July Labor-Market Update
US labor-market tightness falls to 1.1 in July 2024. The US labor market is now cooler than in 2019, as it approaches full employment.
Main message: US labor-market tightness falls to 1.1 in July 2024. The US labor market is now cooler than in 2019, as it approaches full employment. The FERU is 4.6%, slightly higher than in June.
The US labor-market data for July 2024 just came out. This post uses the latest numbers on vacant jobs and unemployed workers from the Bureau of Labor Statistics to compute labor-market tightness, full-employment rate of unemployment (FERU), and unemployment gap.
New developments
The US labor-market statistics for July 2024 are as follows:
Unemployment rate: u = 4.3%. This is up from 4.1% in June.
Vacancy rate: v = 4.9%. This is the same as in June.
Labor-market tightness: v/u = 4.9/4.3 = 1.1. This is down from 1.2 in June.
FERU: u* = √uv = √(0.043 × 0.049) = 4.6%. This is up from 4.5% in June.
Unemployment gap: u – u* = 0.043 – 0.046 = –0.3pp. The gap shrank from -0.04pp in June.
Background for readers just joining us
The FERU formula u* = √uv is derived in a paper with Emmanuel Saez. The formula implies that the labor market is at full employment when there are as many unemployed workers as vacant jobs (u = v); inefficiently tight when there are fewer unemployed workers than vacant jobs (u < v); and inefficiently slack when there are more unemployed workers than vacant jobs (u > v). Data and results for the paper are available on GitHub.
Is the US labor market too tight or too slack now?
Going back to the July 2024 situation, we see that the vacancy rate is above the unemployment rate (4.9% > 4.3%), so the US labor market remains inefficiently tight. The labor market has been inefficiently tight since May 2021:
We can also see that the US labor market is inefficiently tight by looking at labor-market tightness v/u. Tightness remains above unity (1.1 > 1), which signals that the labor market is inefficiently hot. However, we can clearly see that the labor market is now approaching full employment. At this pace, the labor market should reach full employment in the next few months:
Labor-market tightness has also now fallen below its pre-pandemic level (it hovered around 1.2 in 2019 and early 2020). So the post-pandemic overheating seems now gone.
How far is unemployment from the FERU?
Since the labor market is inefficiently tight, the actual unemployment rate remains below the FERU. The graph below illustrates the construction of the FERU:
The FERU is 0.3 percentage point above the actual unemployment rate (u = 4.3%, u* = 4.6%). This negative unemployment gap is another manifestation of an inefficiently tight labor market. Below is the evolution of the unemployment gap over the course of the pandemic. The unemployment gap has been negative (u* > u) since the middle of 2021, but is now shrinking to zero:
How is the Beveridge curve moving?
After shifting out dramatically during the pandemic, the Beveridge curve has slowly shifted back inward. The curve is now almost back to its pre-pandemic position, although it remains somewhat further out. There is a possibility that the curve does not completely come back to its pre-pandemic position, which would imply a somewhat elevated FERU for the time being:
I am still not persuaded that your "full employment" is quite the real income maximizing rate of employment of labor both because search has benefits of more productive fit, not just the cost of not being employed, and because there are other factors of production that may be un- or under-employed.
This is not to say I do not think your index is useful especially as it does capture AN important aspect of income maximization and can be done with easily available data.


Goal of the exercise
Set down the whole listing below exactly, without pictures.

Source material
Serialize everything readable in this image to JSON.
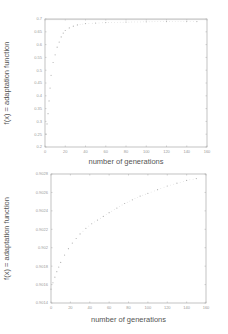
{
  "chart_data": [
    {
      "type": "scatter",
      "title": "",
      "xlabel": "number of generations",
      "ylabel": "f(x) = adaptation function",
      "xlim": [
        0,
        160
      ],
      "ylim": [
        0.2,
        0.7
      ],
      "x_ticks": [
        0,
        20,
        40,
        60,
        80,
        100,
        120,
        140,
        160
      ],
      "y_ticks": [
        0.2,
        0.25,
        0.3,
        0.35,
        0.4,
        0.45,
        0.5,
        0.55,
        0.6,
        0.65,
        0.7
      ],
      "x_tick_labels": [
        "0",
        "20",
        "40",
        "60",
        "80",
        "100",
        "120",
        "140",
        "160"
      ],
      "y_tick_labels": [
        "0.2",
        "0.25",
        "0.3",
        "0.35",
        "0.4",
        "0.45",
        "0.5",
        "0.55",
        "0.6",
        "0.65",
        "0.7"
      ],
      "grid": false,
      "legend": null,
      "series": [
        {
          "name": "best fitness",
          "x": [
            1,
            2,
            3,
            4,
            5,
            6,
            8,
            10,
            12,
            14,
            16,
            18,
            20,
            24,
            28,
            32,
            40,
            50,
            60,
            80,
            100,
            120,
            140,
            150
          ],
          "y": [
            0.25,
            0.29,
            0.33,
            0.38,
            0.43,
            0.48,
            0.53,
            0.56,
            0.59,
            0.61,
            0.63,
            0.645,
            0.655,
            0.665,
            0.672,
            0.677,
            0.682,
            0.684,
            0.686,
            0.688,
            0.689,
            0.69,
            0.69,
            0.69
          ]
        }
      ],
      "reference_line": {
        "y": 0.7
      }
    },
    {
      "type": "scatter",
      "title": "",
      "xlabel": "number of generations",
      "ylabel": "f(x) = adaptation function",
      "xlim": [
        0,
        160
      ],
      "ylim": [
        0.9014,
        0.9028
      ],
      "x_ticks": [
        0,
        20,
        40,
        60,
        80,
        100,
        120,
        140,
        160
      ],
      "y_ticks": [
        0.9014,
        0.9016,
        0.9018,
        0.902,
        0.9022,
        0.9024,
        0.9026,
        0.9028
      ],
      "x_tick_labels": [
        "0",
        "20",
        "40",
        "60",
        "80",
        "100",
        "120",
        "140",
        "160"
      ],
      "y_tick_labels": [
        "0.9014",
        "0.9016",
        "0.9018",
        "0.902",
        "0.9022",
        "0.9024",
        "0.9026",
        "0.9028"
      ],
      "grid": false,
      "legend": null,
      "series": [
        {
          "name": "best fitness",
          "x": [
            0,
            2,
            4,
            6,
            8,
            10,
            14,
            18,
            22,
            26,
            30,
            36,
            42,
            48,
            54,
            60,
            68,
            76,
            84,
            92,
            100,
            110,
            120,
            130,
            140,
            150
          ],
          "y": [
            0.90155,
            0.90162,
            0.90168,
            0.90174,
            0.90179,
            0.90184,
            0.90192,
            0.90199,
            0.90205,
            0.9021,
            0.90215,
            0.90221,
            0.90226,
            0.9023,
            0.90234,
            0.90238,
            0.90243,
            0.90248,
            0.90252,
            0.90256,
            0.90259,
            0.90263,
            0.90267,
            0.9027,
            0.90273,
            0.90275
          ]
        }
      ]
    }
  ]
}
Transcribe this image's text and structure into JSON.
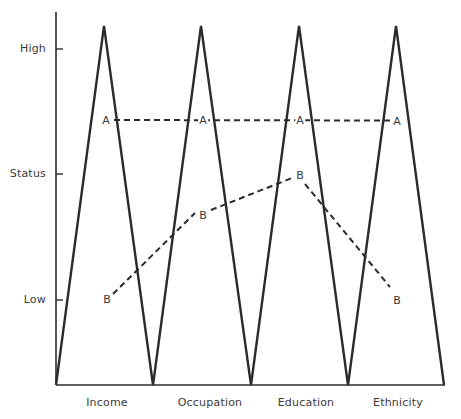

Written answer
Serialize everything readable in this image to JSON.
{
  "chart_data": [
    {
      "type": "scatter",
      "title": "",
      "xlabel": "number of generations",
      "ylabel": "f(x) = adaptation function",
      "xlim": [
        0,
        160
      ],
      "ylim": [
        0.2,
        0.7
      ],
      "x_ticks": [
        0,
        20,
        40,
        60,
        80,
        100,
        120,
        140,
        160
      ],
      "y_ticks": [
        0.2,
        0.25,
        0.3,
        0.35,
        0.4,
        0.45,
        0.5,
        0.55,
        0.6,
        0.65,
        0.7
      ],
      "x_tick_labels": [
        "0",
        "20",
        "40",
        "60",
        "80",
        "100",
        "120",
        "140",
        "160"
      ],
      "y_tick_labels": [
        "0.2",
        "0.25",
        "0.3",
        "0.35",
        "0.4",
        "0.45",
        "0.5",
        "0.55",
        "0.6",
        "0.65",
        "0.7"
      ],
      "grid": false,
      "legend": null,
      "series": [
        {
          "name": "best fitness",
          "x": [
            1,
            2,
            3,
            4,
            5,
            6,
            8,
            10,
            12,
            14,
            16,
            18,
            20,
            24,
            28,
            32,
            40,
            50,
            60,
            80,
            100,
            120,
            140,
            150
          ],
          "y": [
            0.25,
            0.29,
            0.33,
            0.38,
            0.43,
            0.48,
            0.53,
            0.56,
            0.59,
            0.61,
            0.63,
            0.645,
            0.655,
            0.665,
            0.672,
            0.677,
            0.682,
            0.684,
            0.686,
            0.688,
            0.689,
            0.69,
            0.69,
            0.69
          ]
        }
      ],
      "reference_line": {
        "y": 0.7
      }
    },
    {
      "type": "scatter",
      "title": "",
      "xlabel": "number of generations",
      "ylabel": "f(x) = adaptation function",
      "xlim": [
        0,
        160
      ],
      "ylim": [
        0.9014,
        0.9028
      ],
      "x_ticks": [
        0,
        20,
        40,
        60,
        80,
        100,
        120,
        140,
        160
      ],
      "y_ticks": [
        0.9014,
        0.9016,
        0.9018,
        0.902,
        0.9022,
        0.9024,
        0.9026,
        0.9028
      ],
      "x_tick_labels": [
        "0",
        "20",
        "40",
        "60",
        "80",
        "100",
        "120",
        "140",
        "160"
      ],
      "y_tick_labels": [
        "0.9014",
        "0.9016",
        "0.9018",
        "0.902",
        "0.9022",
        "0.9024",
        "0.9026",
        "0.9028"
      ],
      "grid": false,
      "legend": null,
      "series": [
        {
          "name": "best fitness",
          "x": [
            0,
            2,
            4,
            6,
            8,
            10,
            14,
            18,
            22,
            26,
            30,
            36,
            42,
            48,
            54,
            60,
            68,
            76,
            84,
            92,
            100,
            110,
            120,
            130,
            140,
            150
          ],
          "y": [
            0.90155,
            0.90162,
            0.90168,
            0.90174,
            0.90179,
            0.90184,
            0.90192,
            0.90199,
            0.90205,
            0.9021,
            0.90215,
            0.90221,
            0.90226,
            0.9023,
            0.90234,
            0.90238,
            0.90243,
            0.90248,
            0.90252,
            0.90256,
            0.90259,
            0.90263,
            0.90267,
            0.9027,
            0.90273,
            0.90275
          ]
        }
      ]
    }
  ]
}
Transcribe this image's text and structure into JSON.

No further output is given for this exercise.